Today's gospel, the healing of the man among the tombs, touches one of the most difficult topics we deal with as people of faith. Once more we find that what our church actually teaches is the middle point between the tow extremes.
In the time of Jesus most mental and some physically illnesses such as epilepsy were understood solely as signs of demonic possession. Jesus did not step into that world and introduce 20th century psychologically, but responded in the idiom of the people.
Jump to the late 20th century, and we get the other extreme, those who want to reduce every problem to some form of mental illness or medical condition. Witness our own story from VA Beach of the young man whose suicide has brought the over diagnosis of ADHD and the drugs associated with it into the national consciousness. A pill is not the answer for every problem.
Both extremes, as extremism usually does, lead to the false dilemma. The first century was wrong, and much of the 21st century is wrong.
The Catholic Church in dealing with the human person recognizes that there are three aspects to every person: body, mind, and soul. Like most good scientists, the Church would have us look to the simplest answer first.
Do we still have a rite of major exorcism? Yes. But, it is only to be used by those priests, specifically chosen and trained for this ministry. Additionally, the Church teaches that before it is employed, medical and psychological avenues should first be explored to explain the situation in question. Your first thought, when someone is experiencing auditory hallucinations, should not be "The devil did it."
There are those situations where we do believe that we can dealing with what might be call spiritual illness. If we accept that the human being has a soul how can we reasonably dismiss that aspect of the person in dealing with their overall well-being. In this I would argue the Church takes the most liberal, broad-minded position, and those who would accept only the medical or psychological are the narrow minded.
As always it is a matter of balance.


_Problem_
From the listing below, pull out all lines with "machinery" in them.
=== Begin Enclosure ===
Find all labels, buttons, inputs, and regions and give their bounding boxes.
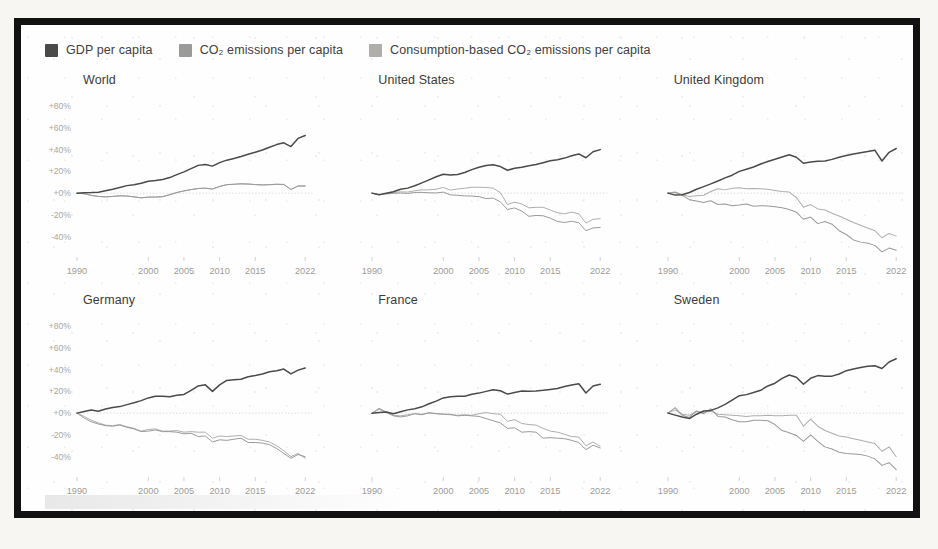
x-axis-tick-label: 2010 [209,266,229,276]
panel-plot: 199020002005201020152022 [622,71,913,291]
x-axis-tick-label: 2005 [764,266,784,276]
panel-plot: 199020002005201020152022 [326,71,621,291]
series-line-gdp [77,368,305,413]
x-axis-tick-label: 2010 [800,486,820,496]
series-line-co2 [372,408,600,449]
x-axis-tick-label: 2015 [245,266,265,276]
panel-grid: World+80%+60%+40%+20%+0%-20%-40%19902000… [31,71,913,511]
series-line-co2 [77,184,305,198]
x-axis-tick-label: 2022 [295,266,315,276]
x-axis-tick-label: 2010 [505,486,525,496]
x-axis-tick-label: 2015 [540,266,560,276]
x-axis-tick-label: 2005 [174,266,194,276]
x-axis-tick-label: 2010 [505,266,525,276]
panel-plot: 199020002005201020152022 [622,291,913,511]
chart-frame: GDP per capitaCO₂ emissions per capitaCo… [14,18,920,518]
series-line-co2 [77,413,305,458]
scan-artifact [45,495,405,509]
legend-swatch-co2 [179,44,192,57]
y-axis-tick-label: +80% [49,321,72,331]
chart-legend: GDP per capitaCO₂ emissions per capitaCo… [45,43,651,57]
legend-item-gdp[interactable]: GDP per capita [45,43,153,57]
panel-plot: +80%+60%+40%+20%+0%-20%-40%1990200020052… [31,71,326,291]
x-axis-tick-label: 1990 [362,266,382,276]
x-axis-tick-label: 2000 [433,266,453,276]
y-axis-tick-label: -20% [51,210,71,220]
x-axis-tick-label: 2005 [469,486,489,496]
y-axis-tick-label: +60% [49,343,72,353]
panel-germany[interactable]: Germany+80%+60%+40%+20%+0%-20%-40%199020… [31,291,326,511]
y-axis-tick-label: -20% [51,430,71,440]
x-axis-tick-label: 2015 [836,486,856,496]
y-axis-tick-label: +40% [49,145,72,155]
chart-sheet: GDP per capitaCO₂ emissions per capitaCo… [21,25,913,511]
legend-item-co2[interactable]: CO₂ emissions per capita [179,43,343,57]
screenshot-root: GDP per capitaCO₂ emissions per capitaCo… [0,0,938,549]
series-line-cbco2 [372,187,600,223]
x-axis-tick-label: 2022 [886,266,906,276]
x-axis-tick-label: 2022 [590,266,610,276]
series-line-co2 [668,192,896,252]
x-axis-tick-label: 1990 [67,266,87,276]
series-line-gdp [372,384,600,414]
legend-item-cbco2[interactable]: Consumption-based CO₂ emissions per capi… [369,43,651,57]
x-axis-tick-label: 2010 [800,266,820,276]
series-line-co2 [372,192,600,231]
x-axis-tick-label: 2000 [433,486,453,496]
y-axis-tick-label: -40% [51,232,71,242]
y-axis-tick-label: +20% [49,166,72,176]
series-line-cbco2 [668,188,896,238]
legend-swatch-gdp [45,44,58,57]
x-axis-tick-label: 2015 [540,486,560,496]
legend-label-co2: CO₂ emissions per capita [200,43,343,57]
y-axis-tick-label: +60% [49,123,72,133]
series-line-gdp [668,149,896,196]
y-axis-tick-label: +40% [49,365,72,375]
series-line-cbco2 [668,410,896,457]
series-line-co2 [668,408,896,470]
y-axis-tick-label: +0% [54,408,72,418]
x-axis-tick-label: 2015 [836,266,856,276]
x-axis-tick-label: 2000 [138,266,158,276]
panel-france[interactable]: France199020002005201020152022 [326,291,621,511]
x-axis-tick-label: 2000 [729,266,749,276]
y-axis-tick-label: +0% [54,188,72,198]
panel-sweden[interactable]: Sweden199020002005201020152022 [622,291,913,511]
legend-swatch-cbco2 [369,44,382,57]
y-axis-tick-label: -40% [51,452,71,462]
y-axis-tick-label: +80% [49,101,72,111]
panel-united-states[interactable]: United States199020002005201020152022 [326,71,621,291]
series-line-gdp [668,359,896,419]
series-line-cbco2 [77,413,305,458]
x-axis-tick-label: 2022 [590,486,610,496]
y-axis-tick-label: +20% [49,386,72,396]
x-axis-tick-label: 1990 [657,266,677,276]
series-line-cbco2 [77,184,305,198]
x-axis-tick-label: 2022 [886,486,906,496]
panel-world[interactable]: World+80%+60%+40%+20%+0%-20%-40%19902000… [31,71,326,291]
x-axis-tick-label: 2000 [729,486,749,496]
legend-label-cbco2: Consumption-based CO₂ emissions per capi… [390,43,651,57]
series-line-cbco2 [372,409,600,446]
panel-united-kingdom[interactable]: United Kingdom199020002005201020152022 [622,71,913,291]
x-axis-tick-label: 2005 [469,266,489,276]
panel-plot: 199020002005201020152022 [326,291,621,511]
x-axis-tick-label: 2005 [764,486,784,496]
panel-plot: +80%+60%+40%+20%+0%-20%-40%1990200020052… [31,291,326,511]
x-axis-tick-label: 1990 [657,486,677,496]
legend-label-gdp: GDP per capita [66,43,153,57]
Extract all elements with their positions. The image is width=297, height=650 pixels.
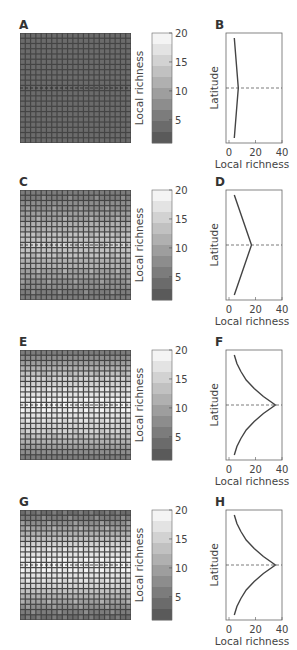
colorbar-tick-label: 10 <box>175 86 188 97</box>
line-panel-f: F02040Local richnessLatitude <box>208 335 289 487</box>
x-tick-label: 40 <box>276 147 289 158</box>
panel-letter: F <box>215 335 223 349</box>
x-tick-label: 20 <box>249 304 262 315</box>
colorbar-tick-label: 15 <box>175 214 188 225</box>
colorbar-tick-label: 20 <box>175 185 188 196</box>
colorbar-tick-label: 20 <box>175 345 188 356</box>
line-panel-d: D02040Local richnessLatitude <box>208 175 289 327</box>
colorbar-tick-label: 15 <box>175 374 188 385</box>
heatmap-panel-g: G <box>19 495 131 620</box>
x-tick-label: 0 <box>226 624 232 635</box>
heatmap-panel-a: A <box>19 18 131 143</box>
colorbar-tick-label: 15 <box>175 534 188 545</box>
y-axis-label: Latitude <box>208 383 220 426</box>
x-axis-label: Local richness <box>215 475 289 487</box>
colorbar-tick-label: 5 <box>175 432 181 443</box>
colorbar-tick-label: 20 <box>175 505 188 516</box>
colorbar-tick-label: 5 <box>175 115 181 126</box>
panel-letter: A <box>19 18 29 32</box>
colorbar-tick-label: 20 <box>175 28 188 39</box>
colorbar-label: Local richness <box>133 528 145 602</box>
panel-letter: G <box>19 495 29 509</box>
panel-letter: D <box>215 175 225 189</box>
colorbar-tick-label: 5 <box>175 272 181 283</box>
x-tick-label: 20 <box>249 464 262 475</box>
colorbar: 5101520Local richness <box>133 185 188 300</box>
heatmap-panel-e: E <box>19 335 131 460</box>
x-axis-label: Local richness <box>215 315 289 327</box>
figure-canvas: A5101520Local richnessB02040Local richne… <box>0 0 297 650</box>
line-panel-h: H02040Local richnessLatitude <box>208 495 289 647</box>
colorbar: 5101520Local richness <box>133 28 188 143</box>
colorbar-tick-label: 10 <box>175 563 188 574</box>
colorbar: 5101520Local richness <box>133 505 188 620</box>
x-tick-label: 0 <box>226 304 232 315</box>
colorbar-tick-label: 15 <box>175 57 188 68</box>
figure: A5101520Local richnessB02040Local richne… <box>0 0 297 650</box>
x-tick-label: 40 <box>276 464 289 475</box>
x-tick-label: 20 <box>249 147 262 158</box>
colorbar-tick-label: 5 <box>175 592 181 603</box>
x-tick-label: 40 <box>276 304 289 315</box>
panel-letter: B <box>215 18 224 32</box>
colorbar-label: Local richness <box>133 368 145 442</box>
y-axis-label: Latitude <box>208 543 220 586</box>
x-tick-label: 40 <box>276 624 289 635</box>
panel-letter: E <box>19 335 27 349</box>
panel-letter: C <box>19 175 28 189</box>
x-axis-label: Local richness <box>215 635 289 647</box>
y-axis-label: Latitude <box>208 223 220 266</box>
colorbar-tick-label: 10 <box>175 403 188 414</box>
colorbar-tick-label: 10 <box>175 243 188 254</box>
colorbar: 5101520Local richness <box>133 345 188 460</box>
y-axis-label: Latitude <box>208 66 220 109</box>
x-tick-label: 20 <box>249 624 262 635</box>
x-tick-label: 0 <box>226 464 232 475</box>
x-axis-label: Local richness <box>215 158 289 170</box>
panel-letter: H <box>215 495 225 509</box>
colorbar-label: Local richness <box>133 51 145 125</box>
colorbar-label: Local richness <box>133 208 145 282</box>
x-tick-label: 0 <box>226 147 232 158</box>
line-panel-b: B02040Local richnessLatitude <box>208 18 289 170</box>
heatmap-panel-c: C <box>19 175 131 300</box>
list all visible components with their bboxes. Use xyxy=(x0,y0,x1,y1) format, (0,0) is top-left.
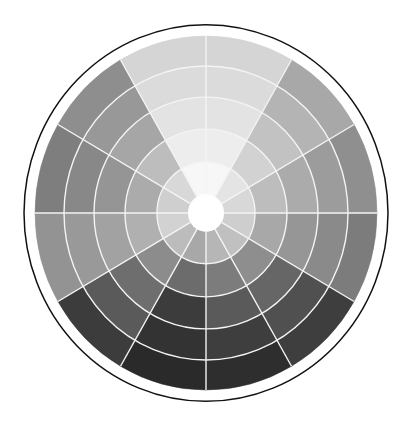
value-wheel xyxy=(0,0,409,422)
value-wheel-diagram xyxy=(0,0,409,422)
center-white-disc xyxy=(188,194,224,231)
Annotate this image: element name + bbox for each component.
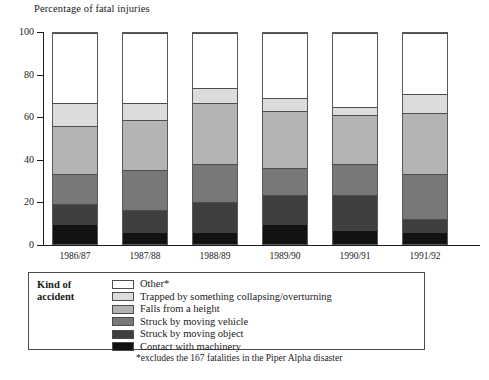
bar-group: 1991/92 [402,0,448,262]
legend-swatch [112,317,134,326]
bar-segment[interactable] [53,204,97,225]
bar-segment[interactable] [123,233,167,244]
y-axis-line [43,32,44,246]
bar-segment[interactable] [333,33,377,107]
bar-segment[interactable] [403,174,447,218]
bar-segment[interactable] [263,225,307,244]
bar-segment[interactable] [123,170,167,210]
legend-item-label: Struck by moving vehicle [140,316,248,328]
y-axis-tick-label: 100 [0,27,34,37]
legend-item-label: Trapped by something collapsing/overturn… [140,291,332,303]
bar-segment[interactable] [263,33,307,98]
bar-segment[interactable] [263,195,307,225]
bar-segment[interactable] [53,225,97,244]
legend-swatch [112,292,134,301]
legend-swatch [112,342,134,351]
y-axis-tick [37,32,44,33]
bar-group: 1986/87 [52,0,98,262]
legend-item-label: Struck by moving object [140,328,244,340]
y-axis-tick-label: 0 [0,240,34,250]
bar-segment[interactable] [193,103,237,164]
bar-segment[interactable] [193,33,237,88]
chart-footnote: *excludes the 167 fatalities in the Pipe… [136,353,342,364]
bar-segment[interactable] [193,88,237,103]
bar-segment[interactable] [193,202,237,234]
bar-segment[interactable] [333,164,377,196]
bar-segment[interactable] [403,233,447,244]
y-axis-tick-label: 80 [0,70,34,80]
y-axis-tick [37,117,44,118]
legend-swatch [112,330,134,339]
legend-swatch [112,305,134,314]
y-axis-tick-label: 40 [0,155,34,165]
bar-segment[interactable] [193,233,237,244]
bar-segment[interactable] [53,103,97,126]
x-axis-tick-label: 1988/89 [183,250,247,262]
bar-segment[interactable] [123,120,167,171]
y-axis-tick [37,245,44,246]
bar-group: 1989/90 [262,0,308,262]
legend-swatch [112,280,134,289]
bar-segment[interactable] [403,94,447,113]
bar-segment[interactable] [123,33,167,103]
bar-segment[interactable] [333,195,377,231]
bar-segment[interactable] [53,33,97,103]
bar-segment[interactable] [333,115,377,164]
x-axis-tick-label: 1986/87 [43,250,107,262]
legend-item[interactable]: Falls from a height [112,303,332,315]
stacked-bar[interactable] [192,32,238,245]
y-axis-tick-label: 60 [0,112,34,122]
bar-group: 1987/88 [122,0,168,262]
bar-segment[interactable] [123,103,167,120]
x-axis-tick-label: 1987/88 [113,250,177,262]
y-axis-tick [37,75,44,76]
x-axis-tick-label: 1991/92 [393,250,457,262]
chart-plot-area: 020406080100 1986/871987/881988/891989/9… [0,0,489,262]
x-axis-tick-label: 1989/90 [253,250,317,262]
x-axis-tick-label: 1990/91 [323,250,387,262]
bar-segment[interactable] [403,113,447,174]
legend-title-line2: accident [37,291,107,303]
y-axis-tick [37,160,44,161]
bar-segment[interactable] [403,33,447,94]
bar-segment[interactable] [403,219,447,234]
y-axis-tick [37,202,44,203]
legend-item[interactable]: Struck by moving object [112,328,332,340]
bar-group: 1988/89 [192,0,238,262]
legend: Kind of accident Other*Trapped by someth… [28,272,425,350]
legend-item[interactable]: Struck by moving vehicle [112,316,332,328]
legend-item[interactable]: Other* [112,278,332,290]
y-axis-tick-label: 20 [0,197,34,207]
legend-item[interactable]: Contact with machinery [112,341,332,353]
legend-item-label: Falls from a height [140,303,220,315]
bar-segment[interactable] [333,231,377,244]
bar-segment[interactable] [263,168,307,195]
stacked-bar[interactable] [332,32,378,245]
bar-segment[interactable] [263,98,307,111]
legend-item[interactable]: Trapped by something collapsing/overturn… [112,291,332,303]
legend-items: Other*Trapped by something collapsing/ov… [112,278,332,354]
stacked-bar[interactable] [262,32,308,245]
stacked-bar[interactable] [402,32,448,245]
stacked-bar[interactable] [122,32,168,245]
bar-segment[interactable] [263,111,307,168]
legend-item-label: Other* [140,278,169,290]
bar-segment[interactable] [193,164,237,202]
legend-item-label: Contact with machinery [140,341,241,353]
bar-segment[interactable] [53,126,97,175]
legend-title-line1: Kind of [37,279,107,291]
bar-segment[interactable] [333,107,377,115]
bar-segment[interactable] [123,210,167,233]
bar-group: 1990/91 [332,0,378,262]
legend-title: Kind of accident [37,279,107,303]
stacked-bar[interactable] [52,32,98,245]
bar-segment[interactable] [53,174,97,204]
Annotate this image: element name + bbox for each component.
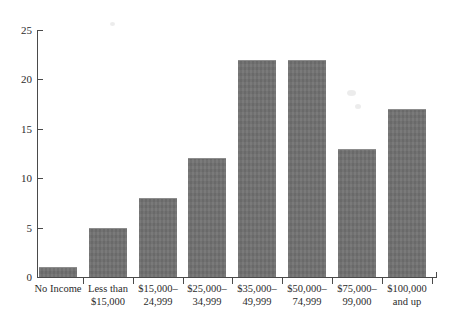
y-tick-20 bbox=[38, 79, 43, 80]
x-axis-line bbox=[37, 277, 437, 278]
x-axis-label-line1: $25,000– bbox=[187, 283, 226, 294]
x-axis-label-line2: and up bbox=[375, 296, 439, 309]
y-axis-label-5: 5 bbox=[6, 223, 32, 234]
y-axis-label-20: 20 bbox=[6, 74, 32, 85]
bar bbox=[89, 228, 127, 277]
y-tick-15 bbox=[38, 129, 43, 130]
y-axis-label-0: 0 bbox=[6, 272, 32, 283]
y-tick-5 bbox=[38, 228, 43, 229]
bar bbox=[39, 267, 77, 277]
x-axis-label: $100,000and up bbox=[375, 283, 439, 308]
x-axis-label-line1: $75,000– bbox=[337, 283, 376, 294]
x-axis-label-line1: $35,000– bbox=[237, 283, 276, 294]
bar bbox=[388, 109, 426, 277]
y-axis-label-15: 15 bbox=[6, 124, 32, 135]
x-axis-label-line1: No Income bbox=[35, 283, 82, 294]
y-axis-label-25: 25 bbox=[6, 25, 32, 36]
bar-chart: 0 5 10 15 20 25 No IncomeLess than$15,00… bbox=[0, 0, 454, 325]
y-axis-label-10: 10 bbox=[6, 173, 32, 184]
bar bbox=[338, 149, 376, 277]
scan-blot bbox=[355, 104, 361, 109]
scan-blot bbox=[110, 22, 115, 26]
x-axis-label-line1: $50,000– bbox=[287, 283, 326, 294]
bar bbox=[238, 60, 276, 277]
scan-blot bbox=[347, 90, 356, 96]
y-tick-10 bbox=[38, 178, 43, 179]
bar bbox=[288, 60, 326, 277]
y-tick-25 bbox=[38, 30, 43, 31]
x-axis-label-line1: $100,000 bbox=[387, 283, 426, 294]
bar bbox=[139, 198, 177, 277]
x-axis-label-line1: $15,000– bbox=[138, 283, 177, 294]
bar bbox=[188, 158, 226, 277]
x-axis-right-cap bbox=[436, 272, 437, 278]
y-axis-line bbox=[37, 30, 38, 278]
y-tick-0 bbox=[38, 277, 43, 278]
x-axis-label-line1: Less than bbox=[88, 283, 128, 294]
=== End Enclosure ===
_Task result_
legend-item[interactable]: Contact with machinery [112,341,332,353]
legend-item-label: Contact with machinery [140,341,241,353]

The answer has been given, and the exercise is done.